Mr. Weston regarded the sky for some moments in silence, but some thoughts that evidently amused him were passing in his mind, for now and again he chuckled, and once he nodded, and once he shook his head. In a few moments, however, the subject of his contemplation became known.

‘Michael,’ he said, with a smile, ‘you have awakened in me a rather surprising and altogether unexpected interest in women.’

Michael bowed.

‘I fear that I haven’t given to them, and especially to the younger and more beautiful, all the study that they deserve. I have always considered women—and I am afraid that I make this only too clear in my book—as being very far inferior to man in purchasing power.

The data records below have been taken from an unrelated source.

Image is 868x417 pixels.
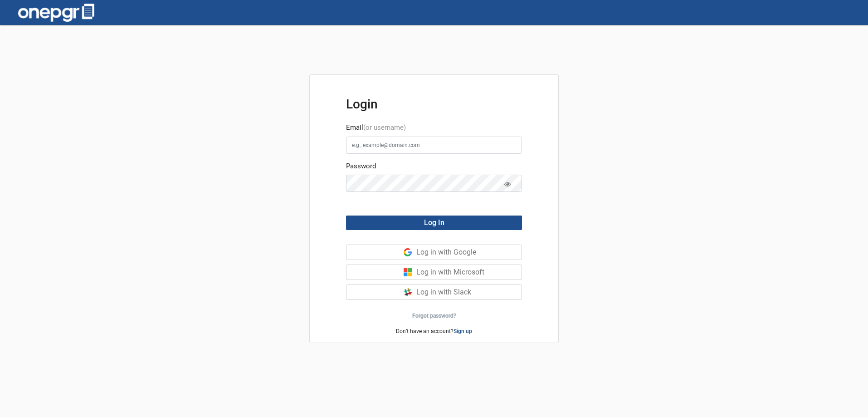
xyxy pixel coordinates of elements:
[346,161,376,172] label: Password
[346,123,406,133] label: Email
[416,245,522,259] div: Log in with Google
[412,312,456,319] a: Forgot password?
[416,285,522,299] div: Log in with Slack
[309,326,559,335] p: Don’t have an account?
[346,215,522,230] button: Log In
[18,4,94,22] img: one-pgr-logo-white.svg
[363,124,406,131] span: (or username)
[346,96,522,111] h3: Login
[454,327,472,334] a: Sign up
[424,218,444,226] span: Log In
[346,137,522,154] input: e.g., example@domain.com
[416,265,522,279] div: Log in with Microsoft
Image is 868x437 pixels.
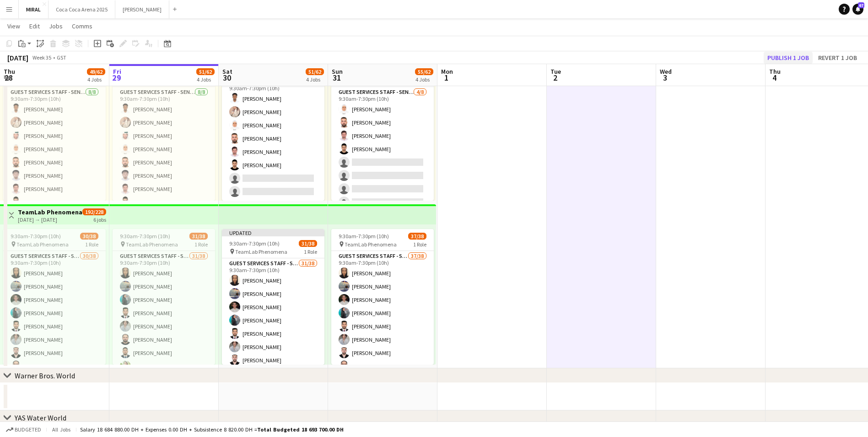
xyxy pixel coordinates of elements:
[768,73,781,83] span: 4
[10,233,61,240] span: 9:30am-7:30pm (10h)
[235,248,287,255] span: TeamLab Phenomena
[339,233,389,240] span: 9:30am-7:30pm (10h)
[49,22,63,30] span: Jobs
[113,65,215,201] app-job-card: 9:30am-7:30pm (10h)8/8 teamLab Phenomena - Relievers1 RoleGuest Services Staff - Senior8/89:30am-...
[660,67,672,76] span: Wed
[8,53,28,62] div: [DATE]
[197,76,214,83] div: 4 Jobs
[3,87,106,211] app-card-role: Guest Services Staff - Senior8/89:30am-7:30pm (10h)[PERSON_NAME][PERSON_NAME][PERSON_NAME][PERSON...
[72,22,92,30] span: Comms
[3,65,106,201] app-job-card: 9:30am-7:30pm (10h)8/8 teamLab Phenomena - Relievers1 RoleGuest Services Staff - Senior8/89:30am-...
[113,229,215,364] app-job-card: 9:30am-7:30pm (10h)31/38 TeamLab Phenomena1 RoleGuest Services Staff - Senior31/389:30am-7:30pm (...
[83,208,107,215] span: 192/228
[229,240,280,247] span: 9:30am-7:30pm (10h)
[440,73,453,83] span: 1
[113,87,215,211] app-card-role: Guest Services Staff - Senior8/89:30am-7:30pm (10h)[PERSON_NAME][PERSON_NAME][PERSON_NAME][PERSON...
[764,52,813,64] button: Publish 1 job
[408,233,426,240] span: 37/38
[88,76,105,83] div: 4 Jobs
[815,52,861,64] button: Revert 1 job
[344,241,396,248] span: TeamLab Phenomena
[16,241,69,248] span: TeamLab Phenomena
[299,240,317,247] span: 31/38
[442,67,453,76] span: Mon
[57,54,67,61] div: GST
[120,233,171,240] span: 9:30am-7:30pm (10h)
[332,87,434,211] app-card-role: Guest Services Staff - Senior4/89:30am-7:30pm (10h)[PERSON_NAME][PERSON_NAME][PERSON_NAME][PERSON...
[3,20,24,32] a: View
[222,77,325,201] app-card-role: Guest Services Staff - Senior6/89:30am-7:30pm (10h)[PERSON_NAME][PERSON_NAME][PERSON_NAME][PERSON...
[18,216,83,223] div: [DATE] → [DATE]
[80,426,344,433] div: Salary 18 684 880.00 DH + Expenses 0.00 DH + Subsistence 8 820.00 DH =
[112,73,121,83] span: 29
[94,215,107,223] div: 6 jobs
[414,241,426,248] span: 1 Role
[221,73,233,83] span: 30
[551,67,561,76] span: Tue
[332,229,434,364] app-job-card: 9:30am-7:30pm (10h)37/38 TeamLab Phenomena1 RoleGuest Services Staff - Senior37/389:30am-7:30pm (...
[196,68,215,75] span: 51/62
[14,427,41,433] span: Budgeted
[258,426,344,433] span: Total Budgeted 18 693 700.00 DH
[49,1,115,18] button: Coca Coca Arena 2025
[306,76,324,83] div: 4 Jobs
[194,241,208,248] span: 1 Role
[26,20,43,32] a: Edit
[549,73,561,83] span: 2
[85,241,98,248] span: 1 Role
[853,3,864,15] a: 67
[3,73,15,83] span: 28
[769,67,781,76] span: Thu
[50,426,72,433] span: All jobs
[331,73,343,83] span: 31
[29,22,40,30] span: Edit
[859,3,865,9] span: 67
[113,67,121,76] span: Fri
[19,1,49,18] button: MIRAL
[304,248,317,255] span: 1 Role
[222,229,325,236] div: Updated
[18,208,83,216] h3: TeamLab Phenomena
[14,413,67,422] div: YAS Water World
[4,425,43,434] button: Budgeted
[30,54,53,61] span: Week 35
[222,229,325,364] app-job-card: Updated9:30am-7:30pm (10h)31/38 TeamLab Phenomena1 RoleGuest Services Staff - Senior31/389:30am-7...
[87,68,105,75] span: 49/62
[68,20,96,32] a: Comms
[223,67,233,76] span: Sat
[3,67,15,76] span: Thu
[126,241,178,248] span: TeamLab Phenomena
[332,65,434,201] app-job-card: 9:30am-7:30pm (10h)4/8 teamLab Phenomena - Relievers1 RoleGuest Services Staff - Senior4/89:30am-...
[415,68,433,75] span: 55/62
[80,233,98,240] span: 30/38
[45,20,67,32] a: Jobs
[659,73,672,83] span: 3
[415,76,433,83] div: 4 Jobs
[306,68,324,75] span: 51/62
[3,229,106,364] app-job-card: 9:30am-7:30pm (10h)30/38 TeamLab Phenomena1 RoleGuest Services Staff - Senior30/389:30am-7:30pm (...
[332,67,343,76] span: Sun
[14,371,75,381] div: Warner Bros. World
[189,233,208,240] span: 31/38
[8,22,20,30] span: View
[115,1,170,18] button: [PERSON_NAME]
[222,65,325,201] app-job-card: 9:30am-7:30pm (10h)6/8 teamLab Phenomena - Relievers1 RoleGuest Services Staff - Senior6/89:30am-...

But since I saw Miss Gipps go by our car at Maidenbridge and read the name upon it, I have felt that even besides Miss Gipps, there may be others who would spend their means upon good wine if their worldly fortunes allowed of it.

‘As you well know, the kind of visit that we are now paying we may be excused for regarding as a little holiday from our more strenuous affairs, and ever since you have begun to tell me so many things of interest about one young woman in Folly Down, you have made me extremely desirous to know more. The surprising ignorance, in the matter of taste and tasting, that some of our men whom we employ upon the road blame women for must be exaggerated, and it may still be possible to teach some of the younger ones the right and proper use of our good wine.

‘Most of the ignorance and foolish behaviour no doubt comes from the fact that, only a little time ago, all women were merely the slaves to the cooking-pots. Under such culinary conditions, it is most natural that a true and proper taste for the best should be wanting, and that their only pleasure in life, poor creatures, was to spice the broth, out of which a few hulking brothers or husbands might wish to drink, with a lovely little fungus, like a red blood-drop. I believe’—Mr. Weston smiled—‘my poetry has improved the female intelligence, but even now they hardly understand the importance of a cool cellar.’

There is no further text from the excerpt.